Project

Non-Citizenship (Mellon Foundation Sawyer Seminar)

Share

About the Project

Non-citizenship is a collaborative effort of the CLRCInstitute for Humanities ResearchDivision of Social SciencesDivision of Graduate StudiesOffice of Research, and Latin American and Latino Studies Department.

Visit Site

Sawyer Seminar 2016-17 on Non-citizenship

The Chicano Latino Research Center (CLRC) and Institute for Humanities Research are honored and excited to be part of Non-citizenship, UC Santa Cruz’s 2016-17 Andrew W. Mellon Foundation John E. Sawyer Seminar on the Comparative Study of Culture.

Linking citizenship, migration, border, labor, and carceral studies, and juxtaposing spatial and social (im)mobility, this year-long series of events explores what it means to be a citizen and non-citizen in a world made by migrants, refugees, guest workers, permanent residents, asylum seekers, prisoners, detainees, the stateless, and denizens (residents who do not hold the same rights as citizens).  Our seminar sheds light on the tiered membership—what we call the spectrum of belonging—structuring societies in various places and periods and sharpens our understanding of the ways in which the mobility and regulation of non-citizens affect and transform notions of participation, belonging, and the social contract.

By bringing together scholars and cultural workers from a variety of disciplines and fields, Non-citizenship strives to overcome the insularity of academia, to achieve greater analytical rigor and clarity, and to imagine fresh ways of thinking about the growing global issue of non-citizenship. The discussions it engenders will extend our understanding of modern citizenship into and for a twenty-first-century world in motion.

Click here to read the project summary and rationale for Non-citizenship.

Non-citizenship Events and Themes
  • “Forced Migration” (fall 2016)
  • “Labor Mobility and Precarity” (winter 2017)
  • “Fluidity of Status:  Migrants, Citizens, Denizens” (spring 2017)

To learn more about our events, please visit our Upcoming Events page.

Participants

Our Sawyer Seminar brings together an eclectic community of scholars working on and in various regions of the world and supports the work of Dr. Emily Mitchell-Eaton, our Postdoctoral Scholar, and Claudia Lopez and Tsering Wangmo, PhD candidates in Sociology and Literature respectively at UC Santa Cruz.  To learn more about the superb scholars associated with Non-citizenship, please visit our Participants page.

Principal Investigators

Catherine Ramírez, Latin American and Latino Studies
Juan Poblete, Literature
Felicity Amaya Schaeffer, Feminist Studies
Sylvanna Falcón, Latin American and Latino Studies
Steve McKay, Sociology

Photo by Lewis Watts © Lewis Watts, 2015
Setting up inside a newly constructed geodesic dome. Refugee Camp, Calais, France, September, 2015.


• **ASSIGNMENT**: Which of the lines below include "bboxes"? Each one should be copied out.

• **GIVEN RECORDS**:
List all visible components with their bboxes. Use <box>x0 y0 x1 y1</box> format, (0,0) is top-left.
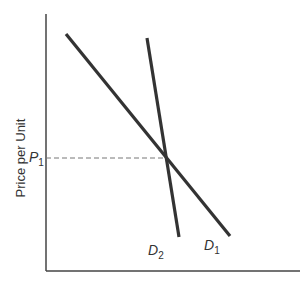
demand-curve-d1 <box>66 34 230 236</box>
p1-label: P1 <box>29 149 44 168</box>
d2-label: D2 <box>148 242 164 261</box>
d1-label: D1 <box>204 237 220 256</box>
y-axis-label: Price per Unit <box>13 118 28 197</box>
demand-chart: Price per Unit P1 D2 D1 <box>0 0 302 291</box>
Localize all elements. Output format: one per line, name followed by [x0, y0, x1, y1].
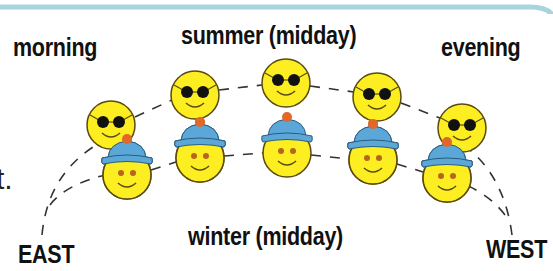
sun-face-with-sunglasses-icon	[171, 71, 219, 119]
label-east: EAST	[18, 240, 74, 269]
label-summer-midday: summer (midday)	[181, 21, 356, 50]
sun-face-with-hat-icon	[262, 112, 313, 177]
label-morning: morning	[13, 33, 97, 62]
label-evening: evening	[441, 33, 520, 62]
sun-face-with-sunglasses-icon	[262, 59, 310, 107]
sun-face-with-hat-icon	[348, 119, 399, 184]
winter-sun-path	[102, 112, 473, 202]
label-west: WEST	[486, 235, 547, 264]
sun-face-with-hat-icon	[175, 117, 226, 182]
sun-face-with-sunglasses-icon	[353, 73, 401, 121]
label-winter-midday: winter (midday)	[188, 222, 343, 251]
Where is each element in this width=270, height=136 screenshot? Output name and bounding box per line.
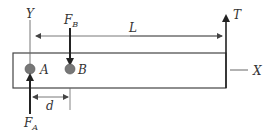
length-label: L [128, 21, 137, 35]
point-b [65, 64, 75, 74]
beam-force-diagram: Y L FB A B T X FA d [0, 0, 270, 136]
distance-label: d [46, 99, 54, 113]
x-axis-label: X [252, 64, 262, 78]
y-axis-label: Y [26, 7, 35, 21]
point-a-label: A [39, 63, 49, 77]
point-b-label: B [77, 63, 87, 77]
point-a [25, 64, 35, 74]
force-b-label: FB [63, 13, 78, 29]
force-a-label: FA [23, 116, 38, 132]
tension-label: T [233, 8, 242, 22]
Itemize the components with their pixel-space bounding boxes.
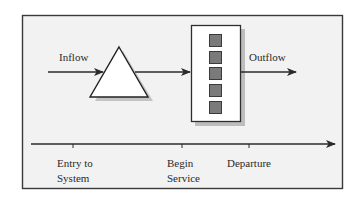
timeline-label-begin-service: Begin Service	[167, 157, 200, 185]
timeline-label-departure: Departure	[227, 157, 271, 170]
timeline-label-begin-line1: Begin	[167, 157, 200, 170]
server-units	[210, 35, 222, 114]
server-unit	[210, 85, 222, 97]
timeline-label-entry: Entry to System	[57, 157, 93, 185]
server-unit	[210, 35, 222, 47]
server-unit	[210, 52, 222, 64]
timeline-label-departure-line1: Departure	[227, 157, 271, 170]
timeline-label-begin-line2: Service	[167, 172, 200, 185]
server-unit	[210, 102, 222, 114]
inflow-label: Inflow	[59, 51, 88, 64]
timeline-label-entry-line2: System	[57, 172, 93, 185]
queueing-diagram: Inflow Outflow Entry to System Begin Ser…	[0, 0, 362, 205]
timeline-label-entry-line1: Entry to	[57, 157, 93, 170]
outflow-label: Outflow	[249, 51, 286, 64]
server-unit	[210, 68, 222, 80]
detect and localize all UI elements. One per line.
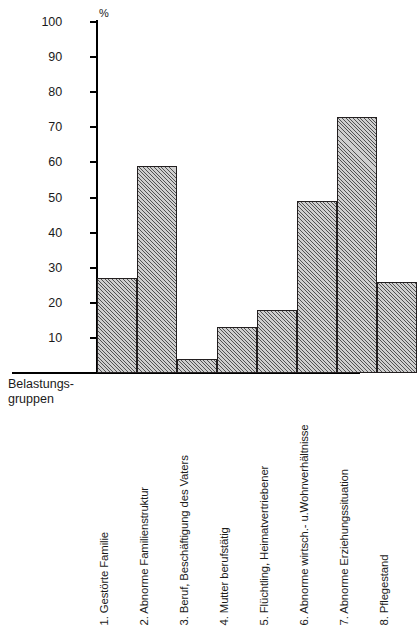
category-label: 3. Beruf, Beschäftigung des Vaters — [179, 455, 190, 625]
category-label: 4. Mutter berufstätig — [219, 527, 230, 625]
category-label: 7. Abnorme Erziehungssituation — [339, 469, 350, 625]
bar — [297, 201, 337, 373]
bar — [137, 166, 177, 373]
x-axis-caption: Belastungs- gruppen — [8, 377, 96, 406]
category-label: 1. Gestörte Familie — [99, 532, 110, 625]
bar — [377, 282, 417, 373]
bar — [337, 117, 377, 373]
bar — [217, 327, 257, 373]
bar — [177, 359, 217, 373]
x-axis-caption-line2: gruppen — [8, 392, 96, 407]
bar — [97, 278, 137, 373]
category-label: 2. Abnorme Familienstruktur — [139, 487, 150, 625]
category-label: 6. Abnorme wirtsch.- u.Wohnverhältnisse — [299, 424, 310, 625]
category-label: 8. Pflegestand — [379, 554, 390, 625]
x-axis-caption-line1: Belastungs- — [8, 377, 96, 392]
bar — [257, 310, 297, 373]
category-label: 5. Flüchtling, Heimatvertriebener — [259, 465, 270, 625]
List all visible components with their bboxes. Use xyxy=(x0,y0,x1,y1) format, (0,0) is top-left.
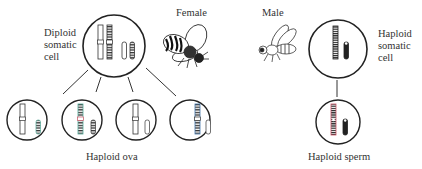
ovum-2 xyxy=(62,100,102,140)
meiosis-lines xyxy=(63,68,176,96)
diploid-label-line-3: cell xyxy=(44,51,77,63)
haploid-cell-label: Haploid somatic cell xyxy=(378,28,412,64)
haplodiploidy-diagram xyxy=(0,0,422,169)
male-bee-icon xyxy=(259,22,299,62)
haploid-label-line-1: Haploid xyxy=(378,28,412,40)
male-label: Male xyxy=(262,7,284,19)
haploid-ova-label: Haploid ova xyxy=(86,151,138,163)
ovum-3 xyxy=(116,100,156,140)
diploid-somatic-cell xyxy=(83,15,145,77)
ovum-1 xyxy=(7,100,47,140)
haploid-somatic-cell xyxy=(309,20,367,78)
sperm-cell xyxy=(316,100,360,144)
diploid-cell-label: Diploid somatic cell xyxy=(44,27,77,63)
female-bee-icon xyxy=(161,21,211,68)
ovum-4 xyxy=(170,100,211,140)
haploid-label-line-2: somatic xyxy=(378,40,412,52)
diploid-label-line-1: Diploid xyxy=(44,27,77,39)
haploid-label-line-3: cell xyxy=(378,52,412,64)
haploid-sperm-label: Haploid sperm xyxy=(308,151,370,163)
female-label: Female xyxy=(176,7,207,19)
diploid-label-line-2: somatic xyxy=(44,39,77,51)
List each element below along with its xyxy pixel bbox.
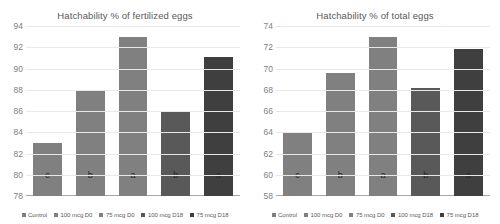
legend-swatch-icon <box>304 213 308 217</box>
gridline <box>276 154 490 155</box>
legend-label: 100 mcg D18 <box>148 212 183 218</box>
gridline <box>276 47 490 48</box>
legend-swatch-icon <box>272 213 276 217</box>
chart-panel-total-eggs: Hatchability % of total eggs 58606264666… <box>250 0 500 224</box>
gridline <box>26 132 240 133</box>
bar[interactable]: a <box>369 37 398 196</box>
legend-item[interactable]: Control <box>272 212 298 218</box>
chart-legend: Control100 mcg D075 mcg D0100 mcg D1875 … <box>250 212 500 218</box>
gridline <box>26 47 240 48</box>
y-axis-tick-label: 72 <box>264 42 273 52</box>
gridline <box>26 175 240 176</box>
legend-item[interactable]: 75 mcg D0 <box>349 212 384 218</box>
chart-title: Hatchability % of total eggs <box>250 10 500 21</box>
y-axis-tick-label: 66 <box>264 106 273 116</box>
gridline <box>276 132 490 133</box>
legend-label: 100 mcg D0 <box>311 212 343 218</box>
y-axis-tick-label: 86 <box>14 106 23 116</box>
legend-item[interactable]: 75 mcg D18 <box>190 212 228 218</box>
bar[interactable]: b <box>326 73 355 196</box>
gridline <box>26 154 240 155</box>
gridline <box>276 111 490 112</box>
legend-swatch-icon <box>22 213 26 217</box>
y-axis-tick-label: 92 <box>14 42 23 52</box>
bar[interactable]: b <box>76 91 105 196</box>
legend-swatch-icon <box>99 213 103 217</box>
legend-label: 75 mcg D0 <box>356 212 385 218</box>
chart-legend: Control100 mcg D075 mcg D0100 mcg D1875 … <box>0 212 250 218</box>
legend-swatch-icon <box>349 213 353 217</box>
legend-label: Control <box>278 212 297 218</box>
y-axis-tick-label: 82 <box>14 149 23 159</box>
gridline <box>26 69 240 70</box>
gridline <box>26 90 240 91</box>
plot-wrapper: 586062646668707274 cbaba <box>250 26 500 196</box>
legend-item[interactable]: 75 mcg D0 <box>99 212 134 218</box>
bar[interactable]: c <box>283 132 312 196</box>
legend-label: 75 mcg D18 <box>197 212 229 218</box>
y-axis-tick-label: 74 <box>264 21 273 31</box>
y-axis-tick-label: 60 <box>264 170 273 180</box>
plot-area: cbaba <box>26 26 240 196</box>
y-axis-tick-label: 68 <box>264 85 273 95</box>
gridline <box>276 26 490 27</box>
y-axis-tick-label: 58 <box>264 191 273 201</box>
plot-wrapper: 788082848688909294 cbaba <box>0 26 250 196</box>
legend-label: 100 mcg D0 <box>61 212 93 218</box>
legend-item[interactable]: 100 mcg D18 <box>391 212 433 218</box>
chart-panel-fertilized-eggs: Hatchability % of fertilized eggs 788082… <box>0 0 250 224</box>
y-axis-tick-label: 62 <box>264 149 273 159</box>
legend-item[interactable]: 100 mcg D0 <box>304 212 342 218</box>
y-axis-tick-label: 64 <box>264 127 273 137</box>
legend-swatch-icon <box>190 213 194 217</box>
chart-title: Hatchability % of fertilized eggs <box>0 10 250 21</box>
y-axis-tick-label: 90 <box>14 64 23 74</box>
legend-swatch-icon <box>141 213 145 217</box>
gridline <box>276 69 490 70</box>
bar[interactable]: b <box>411 88 440 196</box>
plot-area: cbaba <box>276 26 490 196</box>
y-axis-tick-label: 80 <box>14 170 23 180</box>
y-axis-tick-label: 70 <box>264 64 273 74</box>
legend-label: 75 mcg D18 <box>447 212 479 218</box>
bar[interactable]: c <box>33 143 62 196</box>
legend-item[interactable]: 100 mcg D18 <box>141 212 183 218</box>
legend-item[interactable]: 100 mcg D0 <box>54 212 92 218</box>
gridline <box>26 26 240 27</box>
legend-label: Control <box>28 212 47 218</box>
legend-swatch-icon <box>54 213 58 217</box>
y-axis-tick-label: 94 <box>14 21 23 31</box>
legend-item[interactable]: Control <box>22 212 48 218</box>
gridline <box>276 175 490 176</box>
y-axis-tick-label: 88 <box>14 85 23 95</box>
dual-bar-chart-figure: Hatchability % of fertilized eggs 788082… <box>0 0 500 224</box>
legend-label: 75 mcg D0 <box>106 212 135 218</box>
y-axis: 788082848688909294 <box>0 26 26 196</box>
legend-swatch-icon <box>391 213 395 217</box>
legend-label: 100 mcg D18 <box>398 212 433 218</box>
y-axis: 586062646668707274 <box>250 26 276 196</box>
gridline <box>26 111 240 112</box>
y-axis-tick-label: 78 <box>14 191 23 201</box>
legend-swatch-icon <box>440 213 444 217</box>
legend-item[interactable]: 75 mcg D18 <box>440 212 478 218</box>
bar[interactable]: a <box>119 37 148 196</box>
gridline <box>276 90 490 91</box>
y-axis-tick-label: 84 <box>14 127 23 137</box>
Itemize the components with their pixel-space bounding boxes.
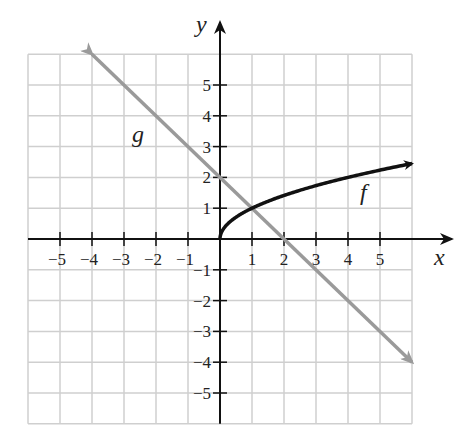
y-tick-label: 3 [203, 138, 212, 157]
y-tick-label: 5 [203, 76, 212, 95]
x-tick-label: 1 [248, 250, 257, 269]
y-tick-label: 1 [203, 199, 212, 218]
x-axis-label: x [433, 244, 445, 270]
x-tick-label: −5 [48, 250, 66, 269]
x-tick-label: −3 [112, 250, 130, 269]
x-tick-label: 5 [376, 250, 385, 269]
x-tick-label: −4 [80, 250, 99, 269]
y-tick-label: −2 [193, 292, 211, 311]
x-tick-label: 2 [280, 250, 289, 269]
y-tick-label: −3 [193, 322, 211, 341]
function-label-f: f [360, 179, 370, 205]
x-tick-label: 4 [344, 250, 353, 269]
coordinate-plane: −5−4−3−2−11234554321−1−2−3−4−5 x y g f [0, 0, 472, 447]
y-tick-label: −4 [193, 353, 212, 372]
y-tick-label: 4 [203, 107, 212, 126]
y-tick-label: 2 [203, 168, 212, 187]
x-tick-label: −2 [144, 250, 162, 269]
y-tick-label: −1 [193, 261, 211, 280]
y-tick-label: −5 [193, 384, 211, 403]
y-axis-label: y [194, 11, 207, 37]
function-label-g: g [132, 121, 144, 147]
x-tick-label: −1 [176, 250, 194, 269]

• **EXERCISE RESULT**:
List all visible components with their bboxes. Use <box>x0 y0 x1 y1</box> format, (0,0) is top-left.
List all visible components with their bboxes. Use xyxy=(x0,y0,x1,y1) format, (0,0) is top-left.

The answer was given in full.